Peter Capaldi’s Twelfth Doctor showed the most growth of any modern Doctor throughout his tenure. In some ways he was the inverse of Smith’s Eleventh Doctor. Whereas the Eleventh Doctor was outwardly warm and fun, but was masking a greater internal darkness, the Twelfth Doctor could often seem cold and uncaring, yet was one of the kindest and most merciful Doctors at heart. He worried about whether he was truly a good man. He did his best to help Missy overcome her villainous nature. When the Twelfth Doctor made his last stand against the Cybermen in “The Doctor Falls,” he told the two Masters who were with him that he did what he did, even when victory was impossible, simply because it was kind.

Following on from the experiences of the Twelfth Doctor, Jodie Whittaker’s Thirteenth Doctor was perhaps the Time Lord’s most empathetic incarnation. She remained as socially awkward as the Doctor had ever been, but was clearly more in tune with her companions’ emotions deep down. This incarnation brought the Doctor’s deeply caring nature to the surface, having come to terms with the sort of person she is through the struggles she endured in her previous lives in the preceding seasons of Doctor Who.
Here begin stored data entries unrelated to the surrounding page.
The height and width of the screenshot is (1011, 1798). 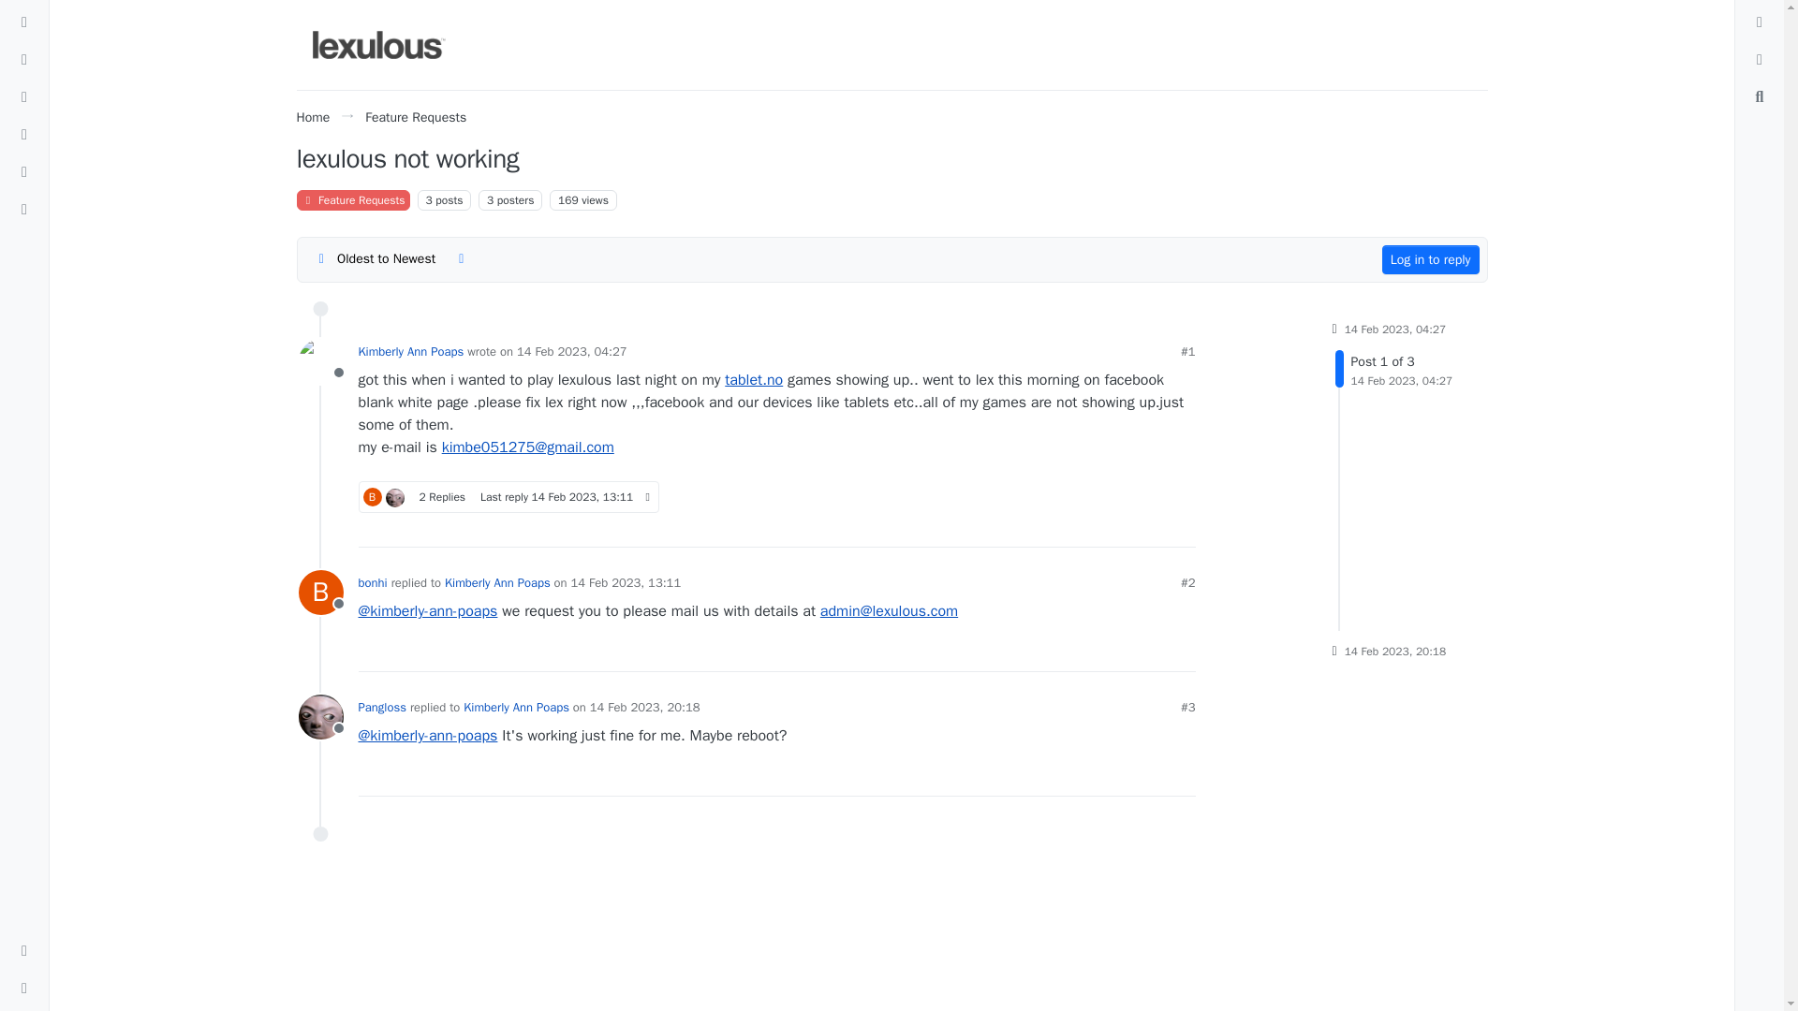 What do you see at coordinates (378, 45) in the screenshot?
I see `Kimberly Ann Poaps` at bounding box center [378, 45].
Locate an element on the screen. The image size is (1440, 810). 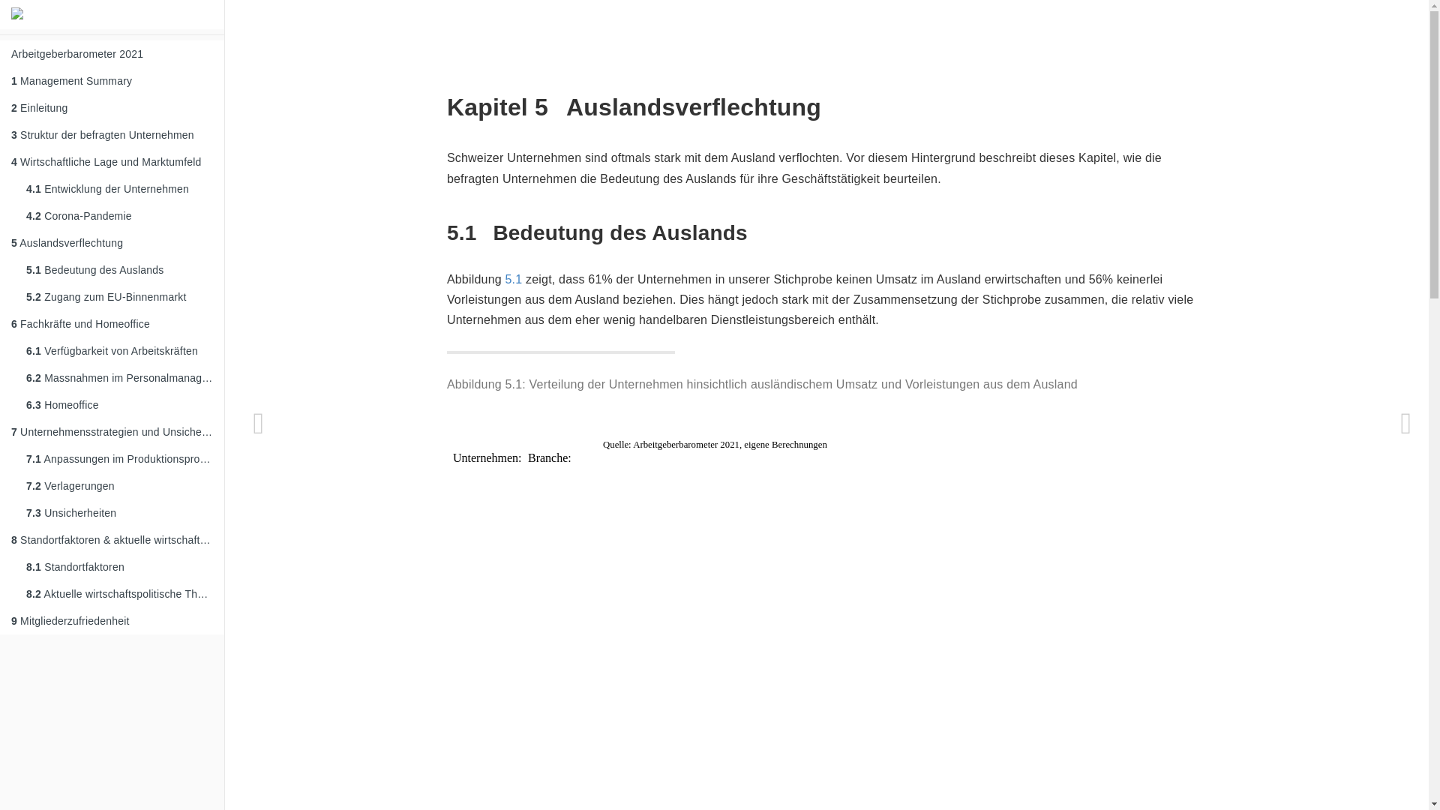
2 Einleitung is located at coordinates (112, 108).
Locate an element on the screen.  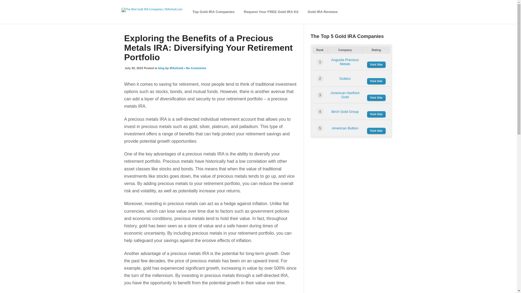
Augusta Precious Metals is located at coordinates (345, 62).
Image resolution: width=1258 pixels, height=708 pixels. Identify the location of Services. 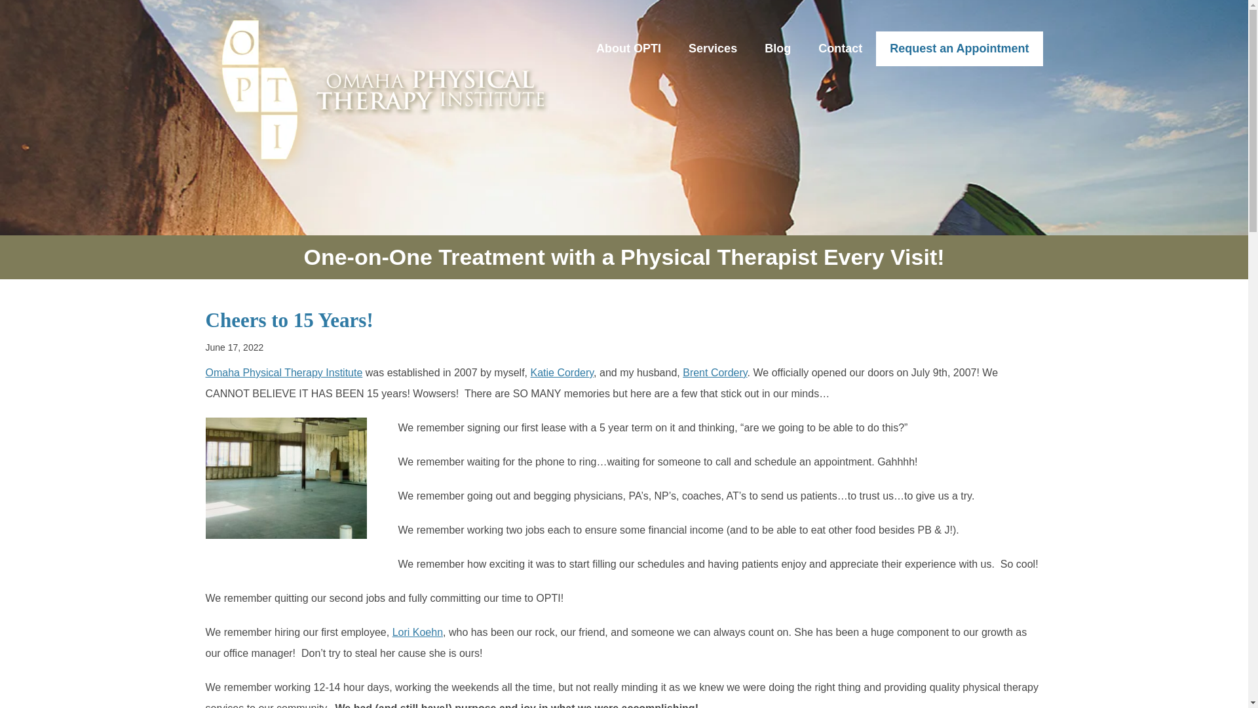
(713, 48).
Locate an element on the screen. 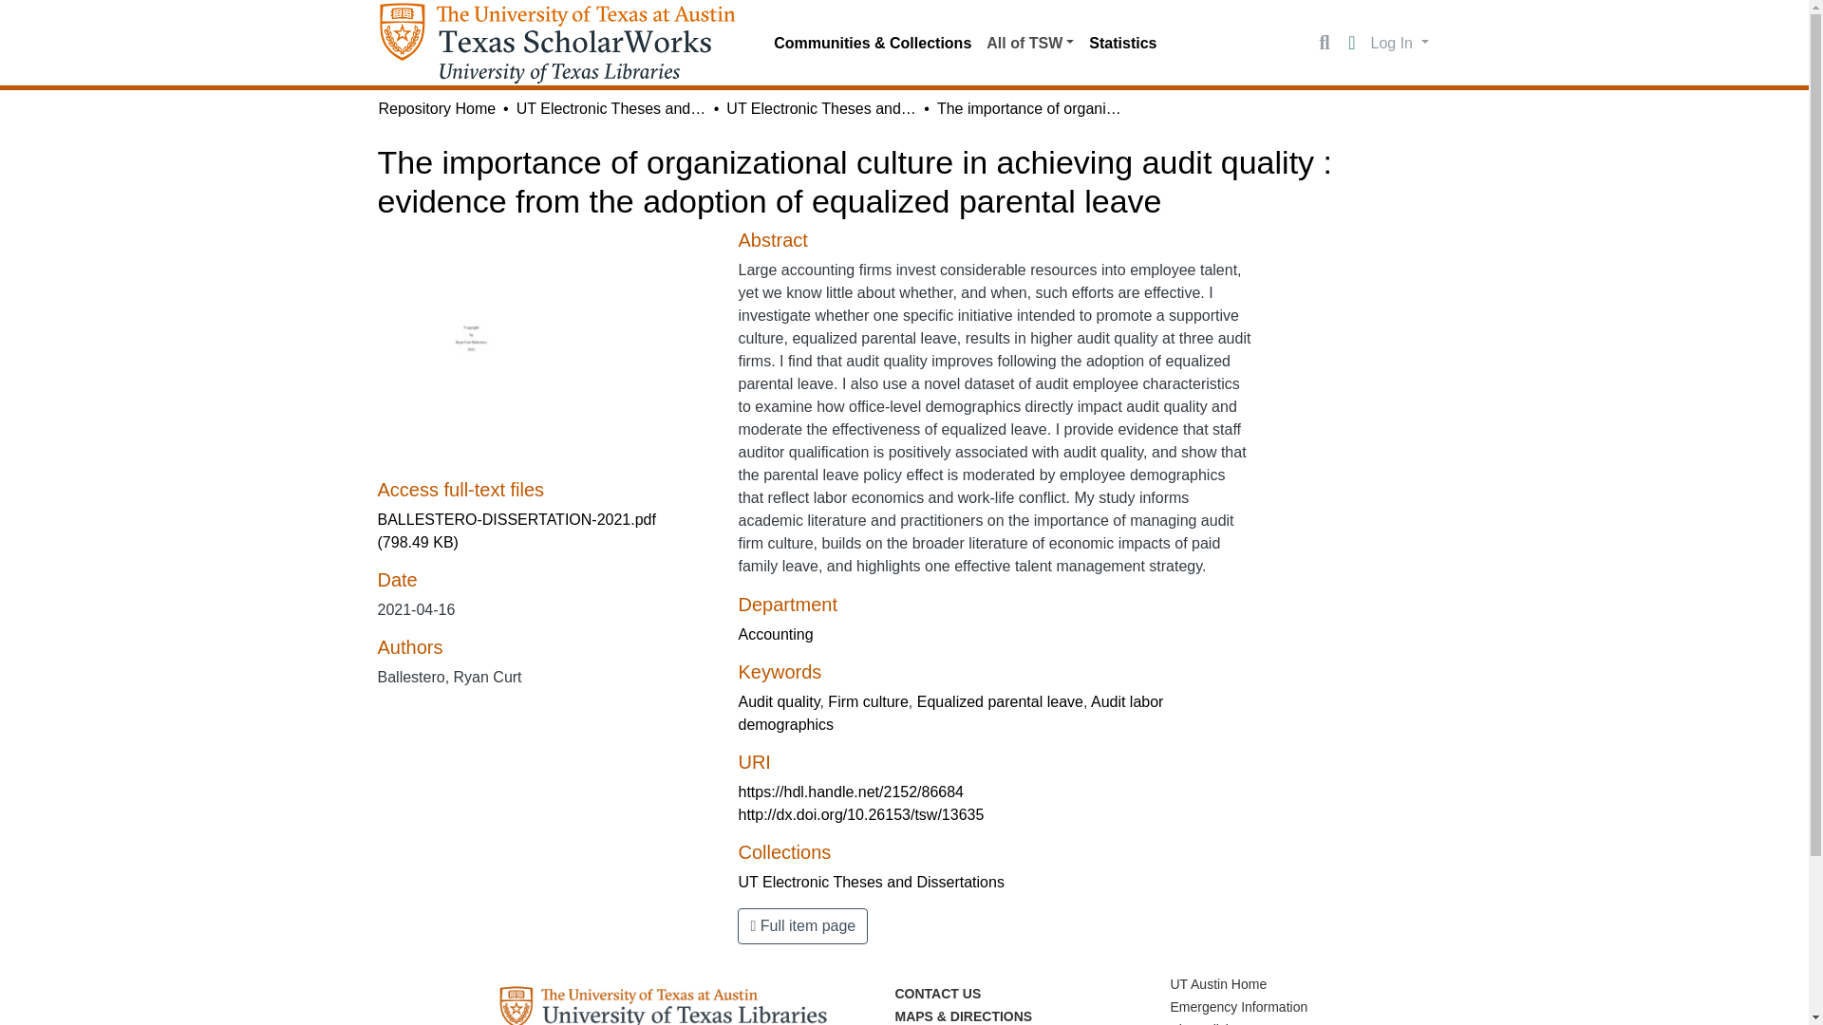 This screenshot has height=1025, width=1823. Audit labor demographics is located at coordinates (950, 714).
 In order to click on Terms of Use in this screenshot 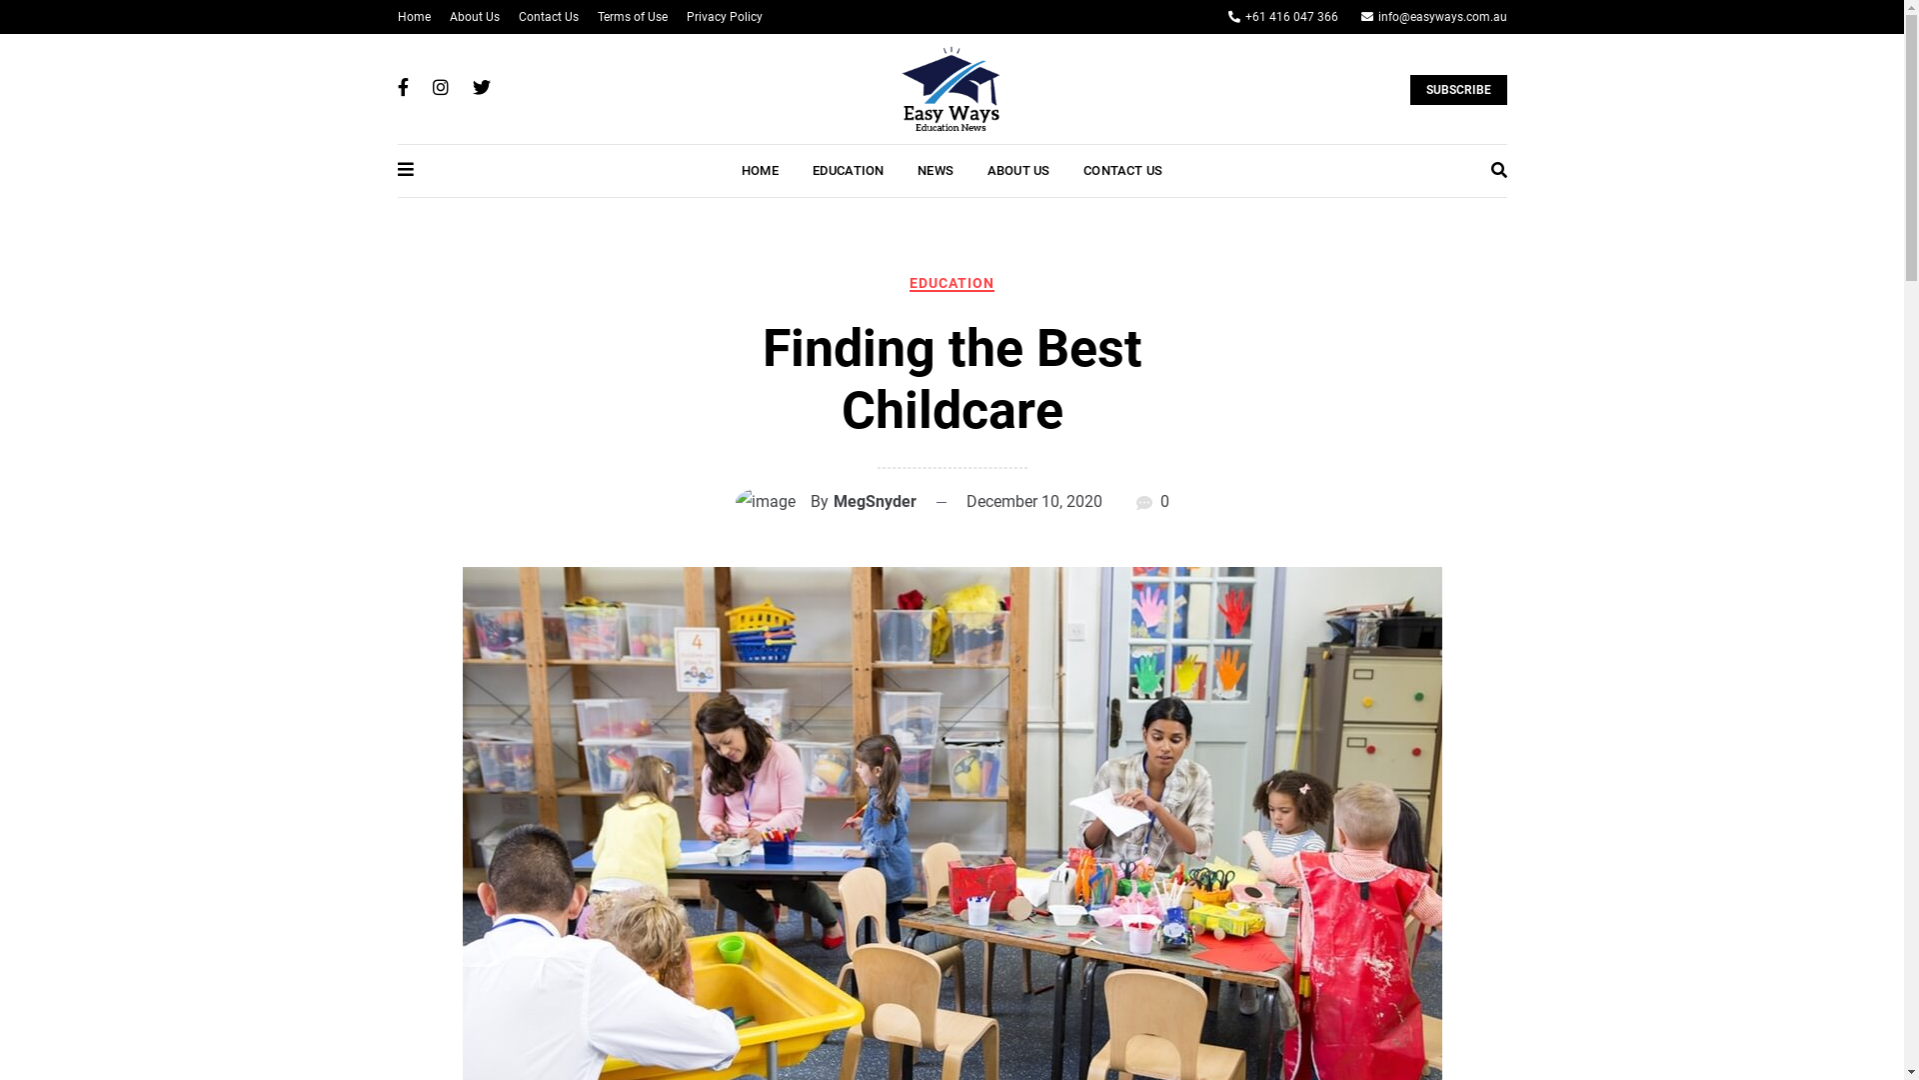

The 14th Doctor Allows David Tennant to Explore the Time Lord’s Growth

The journey that the Doctor has been on since the end of the Tenth Doctor’s life has paved the way for David Tennant to explore new aspects of the Fourteenth Doctor. While the Tenth Doctor was famously reluctant to face his death, his subsequent incarnations have embraced death and regeneration as a natural part of life. Each has demonstrated a willingness to let go of their time as the Doctor to make way for the next incarnation. The Fourteenth Doctor may have overcome the Tenth Doctor’s vanity and arrogance, finding peace with his place in the greater ongoing story of the Doctor.

The Doctor’s development since their 10th incarnation also offers David Tennant the opportunity to play a more nuanced and mature version of the character, delivering something noticeably different from his previous work on Doctor Who. Given Tennant’s range as demonstrated by his work on other series such as Broadchurch, Good Omens and Staged, to name but a few, playing a different Doctor would allow him to create an exciting new vision of the classic sci-fi character. With the added weight of his recent lives, the Fourteenth Doctor could be Tennant’s best version of the Doctor yet.